None of them spoke after that because the 'worse' was that they were like James and, whether they came back with the tide or ahead of it, their return didn't bear thinking about. Elias didn't feel like eating after that, but he ate because hunger is older than sorrow or fear and must be fed.

"Why Mr Davis?" Robbie asked. They hurried along the street trying not to draw attention to themselves. Kia they had given a baseball cap, a Bon Jovi T-shirt and a pair of Elias's pants, rolled up at the ankles.

"Because he's seen it, and he knows things, and he's the only grownup we know who is probably still at home. The sheriff said he was sick, remember?"

"I still say we should try to get out," Robbie said.

"If the road to Scottsville is clear we'll see it from up on West Hill. Though even if it is clear we probably need a car to get all the way clear before it gets closed off again."

"That shit might not come back tonight." Robbie didn't sound convinced though and Elias made no reply. "Why isn't anyone here? Where are the state troopers? They could come in on helicopters if the roads are blocked!" Again, Elias had no answer.

The emptiness of the streets proved to be another strangeness. There had been more people out in the small hours of the night than now in the early afternoon beneath the sun's heat. What few residents could be seen were continuing to work on the barricades that had started going up across town the night before. Quite what they were supposed to be for Elias wasn't sure. They must know that cars and tires and trashcans wouldn't stop the tide. It seemed that the residents of Aspiration were as concerned about protecting themselves against each other as they were about the encroaching darkness. Elias could see a certain logic to it. As the remaining space was eaten away at the edges then hanging on to what was yours would become harder and harder.

Over on Pike's Hill a fire had broken out amid the big houses near the top. It looked to be burning unchecked and the smell of it reached the children on the wind.

West Hill's gradient turned out to be even more daunting after broken sleep and lacking whatever it was that Kia took out of them to hold the darkness away. All three of children bent their heads and sweated on up toward Mr Davis's apartment with only the occasional glance around to check for the Eaveses. It wasn't until they reached the street where their teacher lived that Elias turned to survey the view.

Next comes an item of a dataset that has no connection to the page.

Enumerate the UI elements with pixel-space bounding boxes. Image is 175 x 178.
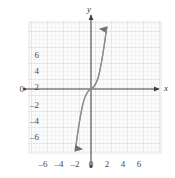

"Holy shit..." Over to the north where from this elevation you could usually make out the Atlantic Ocean as a thin grey line dividing land from sky was a broad black line like a hole in the day. It seemed almost as if that part of Elias's retina had been scratched away. And turning to encompass the rest of the panorama he saw that blackness repeated closer to home, appearing in black lakes wherever the landscape dipped. Local topology hid much of the ground making it unclear whether the flooded areas were unbroken in a ring about Aspiration or if a path to freedom might be threaded through. To the south, half of Briggen Wood lay hidden beneath the dark, the rest stood clear though no longer green. The tide had even reached some of the houses that strung out along the coast road where it left town. Some were still submerged, some had been left as the tide retreated to its daytime low, and now stood among tainted vegetation. Elias shivered and wondered whether the occupants had followed the tide's withdrawal or been stranded in their homes.

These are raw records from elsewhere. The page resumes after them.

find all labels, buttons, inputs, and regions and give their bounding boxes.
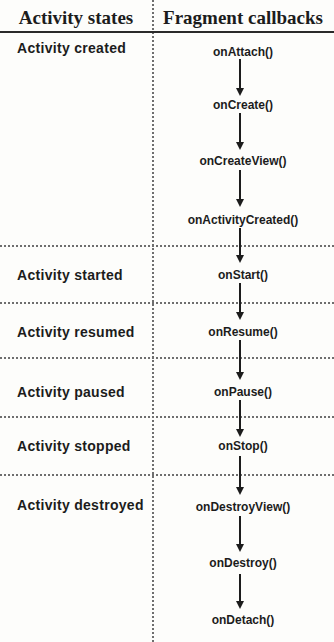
callback-onresume: onResume() (152, 325, 334, 339)
state-label-activity-stopped: Activity stopped (17, 438, 152, 454)
callback-onpause: onPause() (152, 385, 334, 399)
arrow-down-icon (239, 170, 241, 199)
callback-onstart: onStart() (152, 268, 334, 282)
callback-ondestroyview: onDestroyView() (152, 500, 334, 514)
row-divider-dotted-line (0, 357, 334, 359)
callback-ondetach: onDetach() (152, 613, 334, 627)
arrow-down-icon (239, 283, 241, 312)
callback-onattach: onAttach() (152, 45, 334, 59)
arrow-down-icon (239, 113, 241, 142)
arrow-down-icon (239, 516, 241, 544)
state-label-activity-created: Activity created (17, 40, 152, 56)
arrow-down-icon (239, 59, 241, 88)
callback-onactivitycreated: onActivityCreated() (152, 213, 334, 227)
right-column-header: Fragment callbacks (152, 7, 334, 29)
callback-onstop: onStop() (152, 439, 334, 453)
row-divider-dotted-line (0, 302, 334, 304)
arrow-down-icon (239, 574, 241, 601)
state-label-activity-destroyed: Activity destroyed (17, 497, 152, 513)
callback-ondestroy: onDestroy() (152, 556, 334, 570)
left-column-header: Activity states (0, 7, 152, 29)
callback-oncreateview: onCreateView() (152, 154, 334, 168)
fragment-lifecycle-diagram: Activity states Fragment callbacks Activ… (0, 0, 334, 642)
row-divider-dotted-line (0, 474, 334, 476)
state-label-activity-paused: Activity paused (17, 384, 152, 400)
column-divider-dotted-line (152, 0, 154, 642)
arrow-down-icon (239, 228, 241, 255)
arrow-down-icon (239, 340, 241, 372)
arrow-down-icon (239, 400, 241, 429)
arrow-down-icon (239, 456, 241, 487)
callback-oncreate: onCreate() (152, 98, 334, 112)
header-underline (0, 31, 334, 33)
state-label-activity-resumed: Activity resumed (17, 324, 152, 340)
row-divider-dotted-line (0, 245, 334, 247)
row-divider-dotted-line (0, 416, 334, 418)
state-label-activity-started: Activity started (17, 267, 152, 283)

Robbie came to stand beside his friend, silent and watching.

"Let's go," Elias led off again.

They climbed the steps to the door of the house where Mr Davis lived and found his bell on the panel of six. They rang. Twice. "He's gone," Robbie said.

Elias rang a third time and a hoarse voice crackled through the intercom. "Who's there?"

"It's us!" Elias blurted out, surprised. "Elias and Robbie and ... a friend."

"I'm sick. You should go away." The intercom clicked off.

Elias rang again, shouting through the door. "We need help!"

The voice came again. "Go back to your parents, boys."

"They're gone. Everyone's gone!"

A long pause. A crackly sigh. "Wait there."

A minute passed, maybe another, then footsteps and the door opened. Mr Davis looked as sick as he claimed, one eye very bloodshot, skin grey, his right arm bound up with so many bandages – pillow cases, Elias thought – that it was three times its size. Below the elbow dark, wet stains mottled the layers. A smell rose from the man, rank and sickly sweet.

"Come on." Mr Davis turned away and walked slowly down the corridor to the door of his apartment.

Elias followed, then Robbie, Kia reluctant at the rear, leaving the front door open behind her. The hallway was strewn with random items that might have been dropped as other residents left in a hurry.

"Come." Mr Davis ushered them into his living room. The TV in the corner showed only static and hissed quietly to itself.

"Hey!" Robbie said. "You've got power!"

"A generator in the garage," Mr Davis husked. "Should keep the house going for a day or two." He paused at the door to the kitchen. "Wait here." He waved his good arm at the couch and went on through.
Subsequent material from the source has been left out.